What you will do: Exact transcription of the following records is needed, with every picture dropped.

Dataset entries
/---

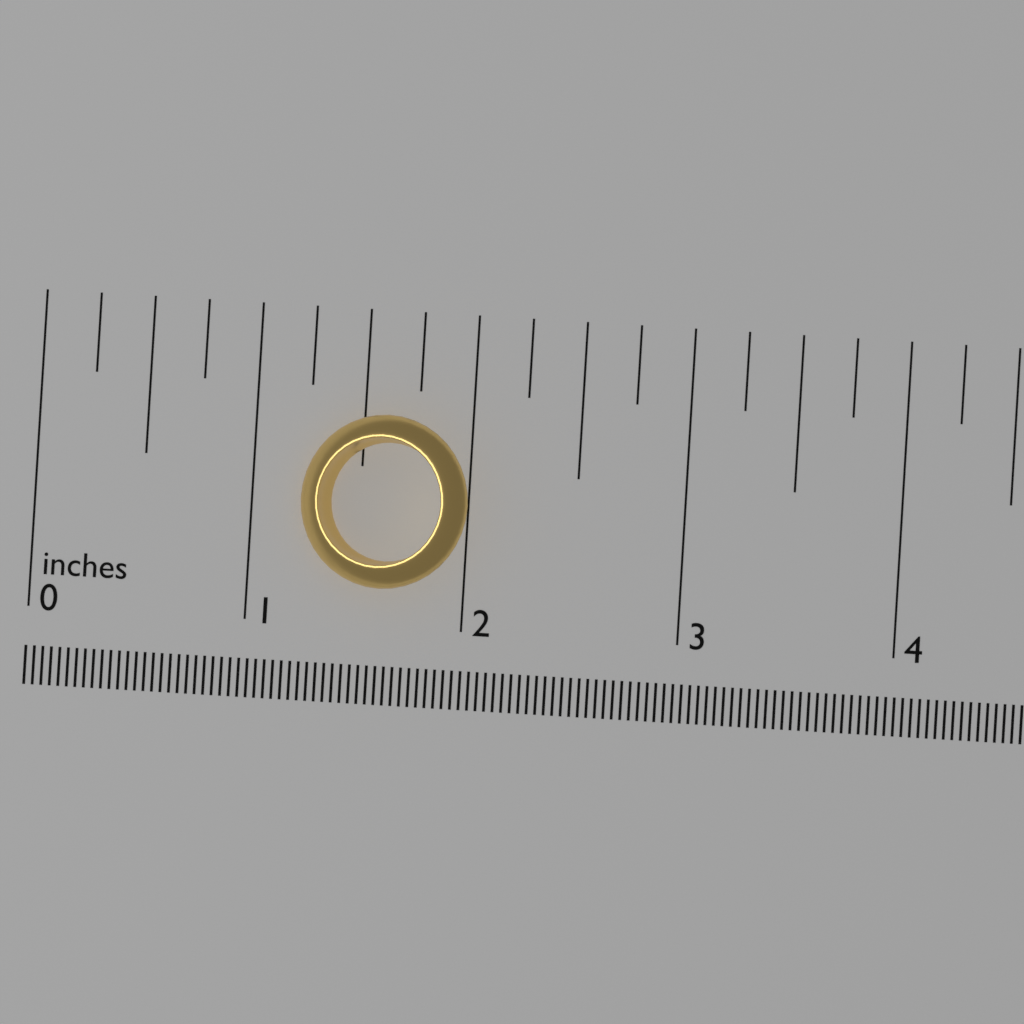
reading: 2.00 in
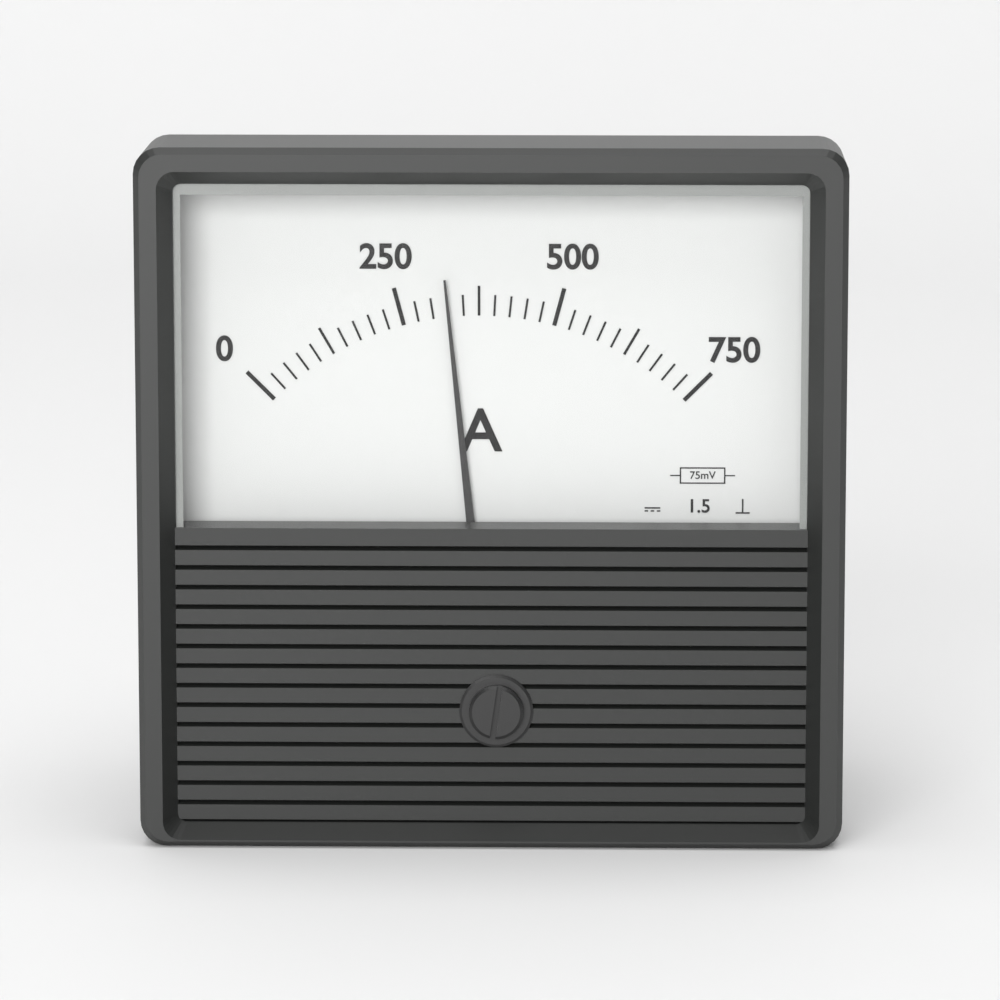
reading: 325 A
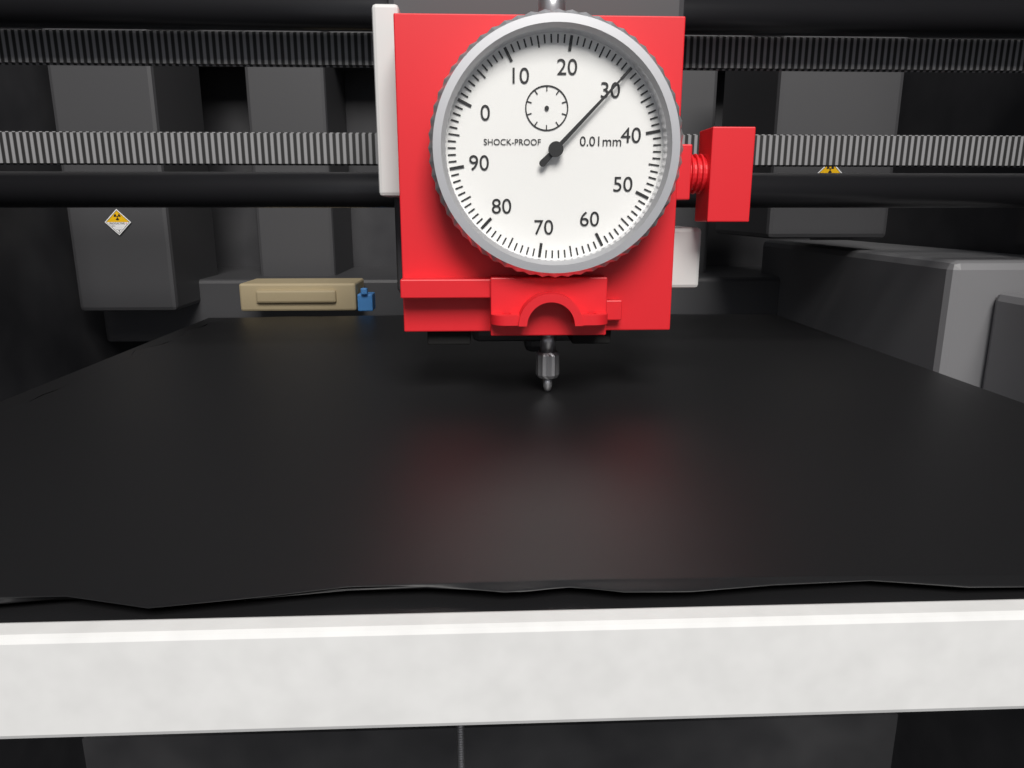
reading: 30 0.01mm
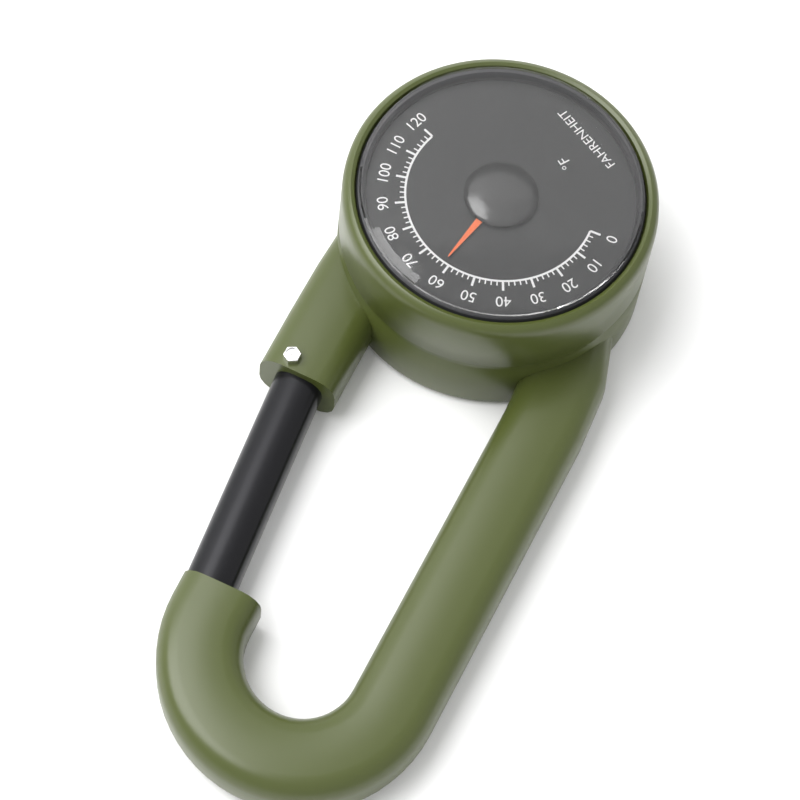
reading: 62 °F
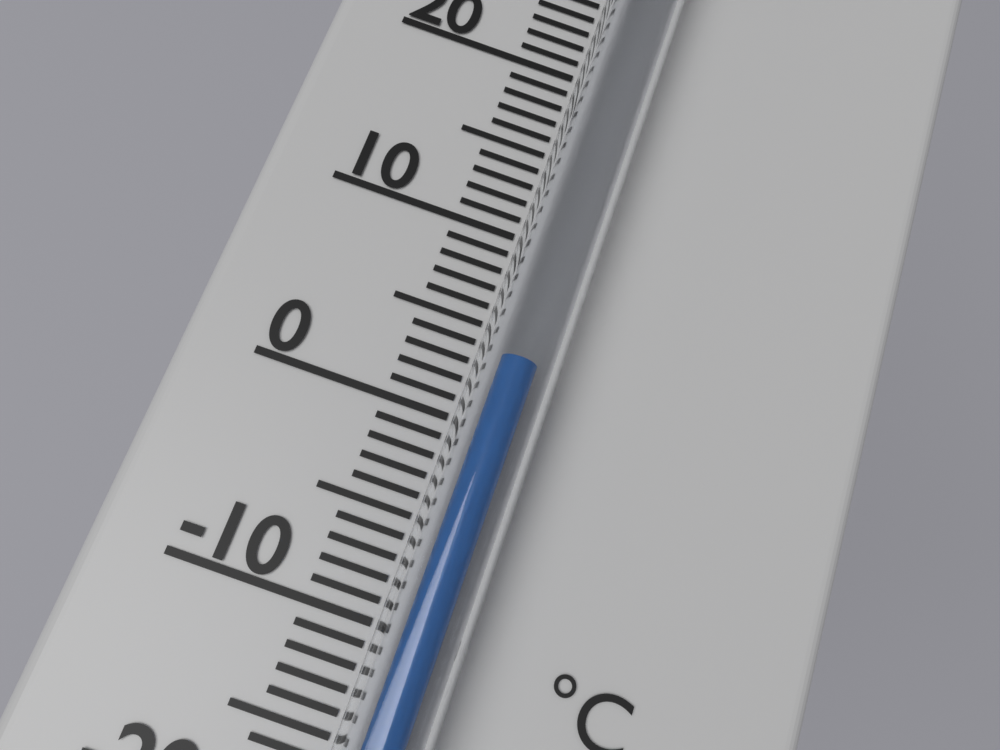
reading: 3 °C
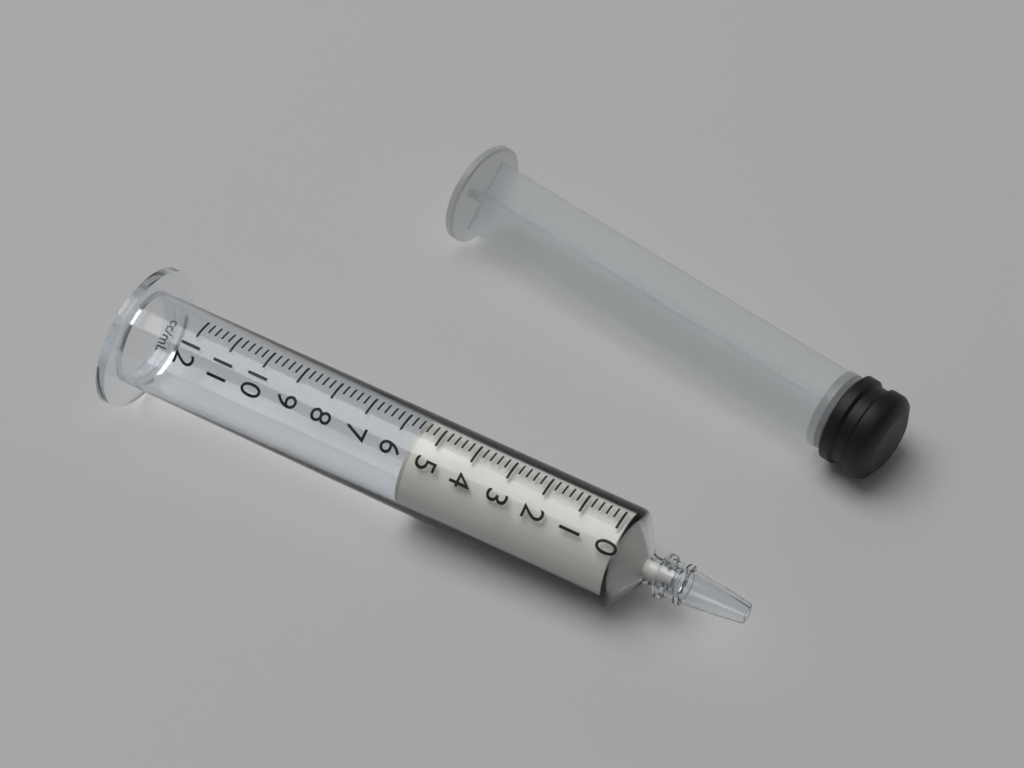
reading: 5.6 ml
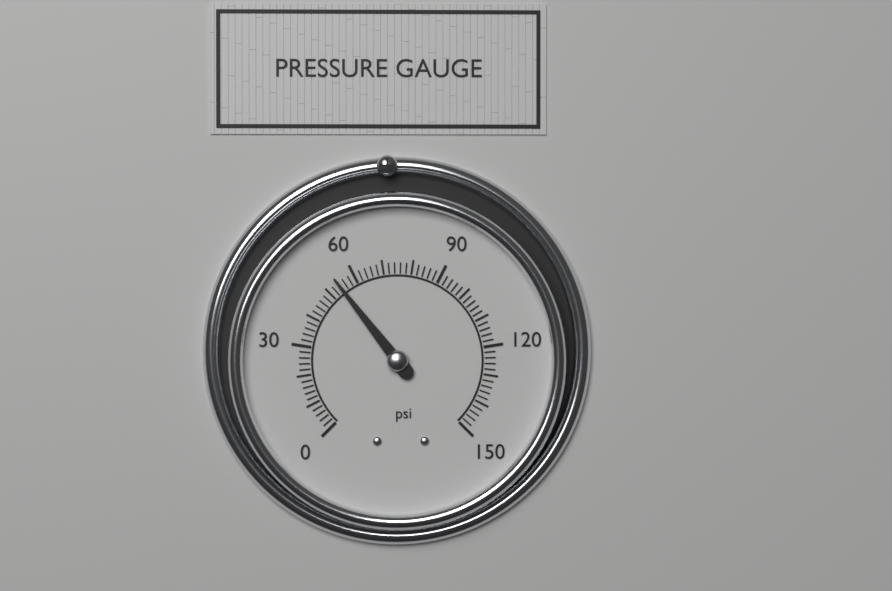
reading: 54 psi
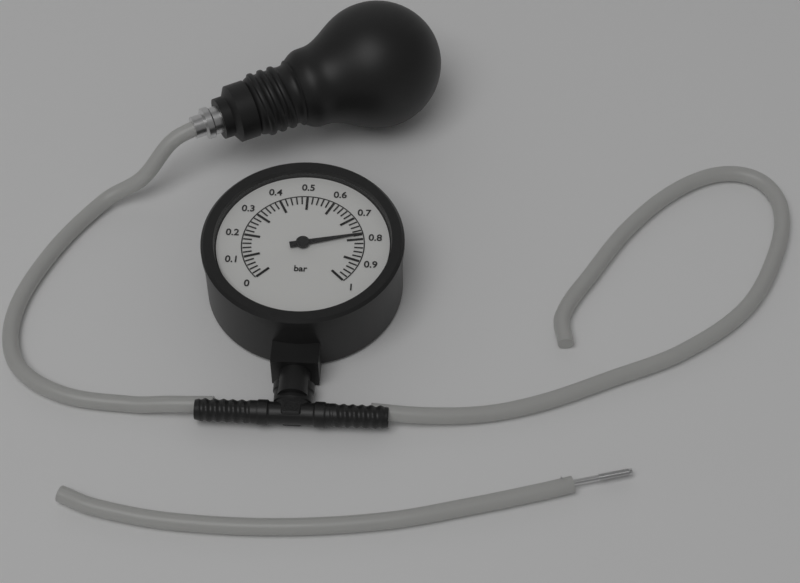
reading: 0.78 bar
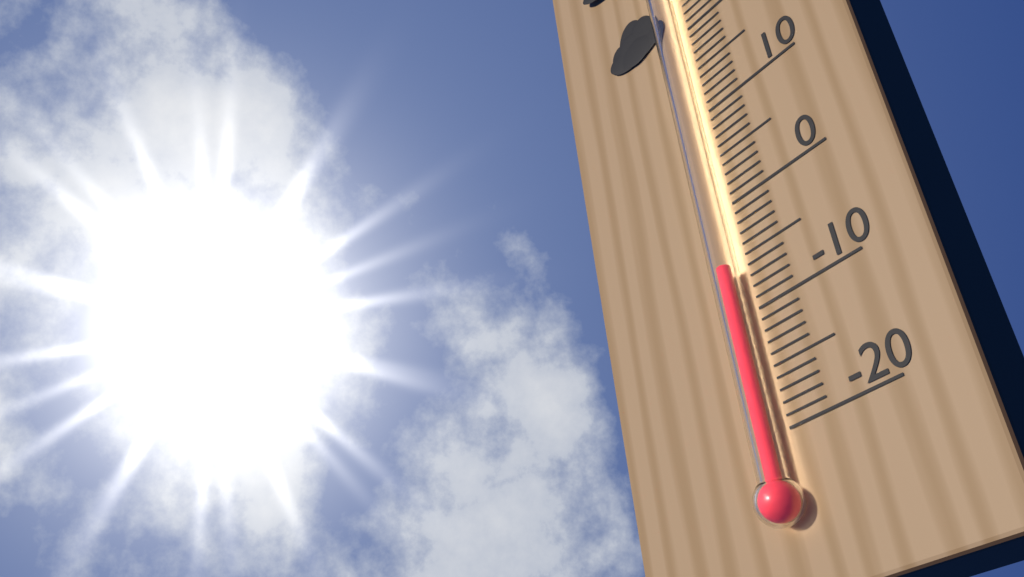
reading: -6 °C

\---

Completed task:
reading: 2.00 in
reading: 325 A
reading: 30 0.01mm
reading: 62 °F
reading: 3 °C
reading: 5.6 ml
reading: 54 psi
reading: 0.78 bar
reading: -6 °C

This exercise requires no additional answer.